Most people have no idea two separate jobs are hiding inside that one title.

UI is not UX. UX is not UI. And honestly, confusing the two is the first mistake beginners make when they start researching this field.


Start Here The Difference

UX is about the experience. How does someone feel using your product? Where do they get stuck? What makes them close the app and never come back? UX designers answer those questions. Their job is mostly research, logic, and problem-solving. Less visual, more analytical.

UI is about the interface. Once you know what a screen needs to do, UI designers decide how it looks. Font choices, button styles, spacing, color, all of it. The goal is to make the interface feel natural and visually clear at the same time.

In most job roles today, especially in India, you're expected to handle both: one designer, full responsibility.

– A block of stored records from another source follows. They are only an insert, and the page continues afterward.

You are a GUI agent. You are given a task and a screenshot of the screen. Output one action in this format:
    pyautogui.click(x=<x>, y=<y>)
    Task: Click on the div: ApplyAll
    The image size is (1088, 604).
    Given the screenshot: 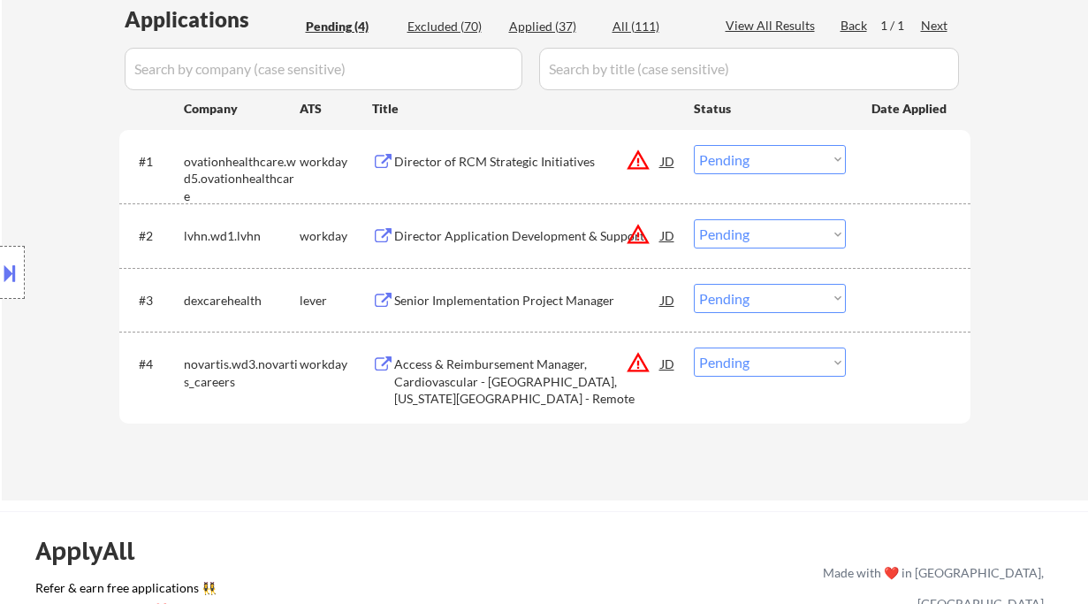 What is the action you would take?
    pyautogui.click(x=95, y=551)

The Actual Day-to-Day Work

Talking to users first

Good designers don't open Figma on day one. They talk to people. What's frustrating them? Where does the current product break down? That research shapes every screen that comes after it.


Wireframes before visuals

Wireframes are rough screen layouts, no colors, no fancy fonts. Just boxes and text showing where things go. Think of it as the skeleton before the skin. Most clients want to skip this step. Most designers know skipping it causes problems later.


Building prototypes

After wireframes, you build something clickable. Not the final product, but something real enough that you can put in front of a user and watch what happens. This step catches mistakes before developers write a single line of code.


Visual design

Now the colors come in. Typography, icons, spacing, and component styles. This is where UI work lives. It takes both taste and logic because a screen can look good and still be confusing.


Testing with real people

You watch users interact with your design. Not asking "do you like it?" that question is useless. Instead, you watch where they pause, where they tap the wrong thing, where they give up. Then you fix it.


Handoff

Final designs go to developers with exact specs. Figma handles most of this now, but communication still matters. A good handoff prevents a lot of "that's not what I designed" conversations.


Skills That Actually Matter


Figma - Non-negotiable at this point. Every serious design team uses it.

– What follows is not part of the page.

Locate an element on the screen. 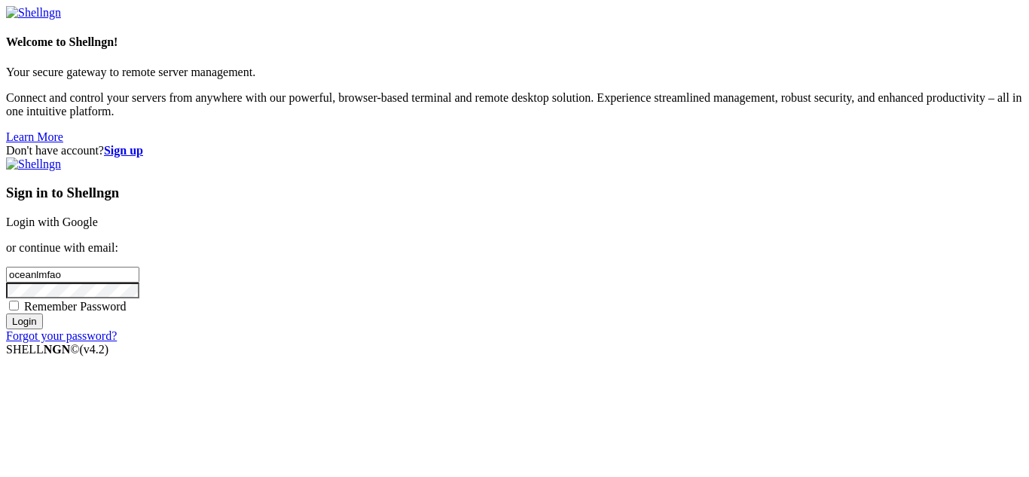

Visual judgment - Color, type, spacing. These aren't just style preferences. They directly affect whether users trust a product or not.


Empathy - Overused word, but genuinely important here. Designing for users you've never spoken to almost always produces the wrong thing.


Explaining your decisions - Designers present work constantly. If you can't say why you made a choice, someone will always change it for bad reasons.


Basic dev awareness - You don't need to code. But knowing that "just animate everything" is a nightmare for developers will save relationships.


Who Actually Hires UI/UX Designers

Startups need one person who does everything. Product companies need specialists. Agencies need someone who can switch contexts fast. Freelance is very much alive in this field, too plenty of designers work independently with three or four clients at a time.

The demand is real across industries fintech, healthcare, e-commerce, and edtech. Any product with a screen needs design work, and that work doesn't stop after launch.


Honest Answer on Career Scope in 2026

It's a strong field to enter, but not for the reasons most YouTube videos say.

The designers getting consistent work right now are the ones who can think through a problem, not just make things look clean. Research skills, communication, and understanding user behavior are what separate someone who gets hired from someone who has a great portfolio that nobody calls about.

If you're based in Kolkata and figuring out where to start, doing a UI/UX Design Course in Kolkata with live project work makes a real difference. Feedback on actual projects builds judgment faster than tutorials alone.


Where Most Beginners Go Wrong

They treat it like a visual design job from day one.

The visuals are the last 30% of the work. The first 70% is understanding the problem, the user, and the logic of the solution. Start there. The aesthetics will follow naturally.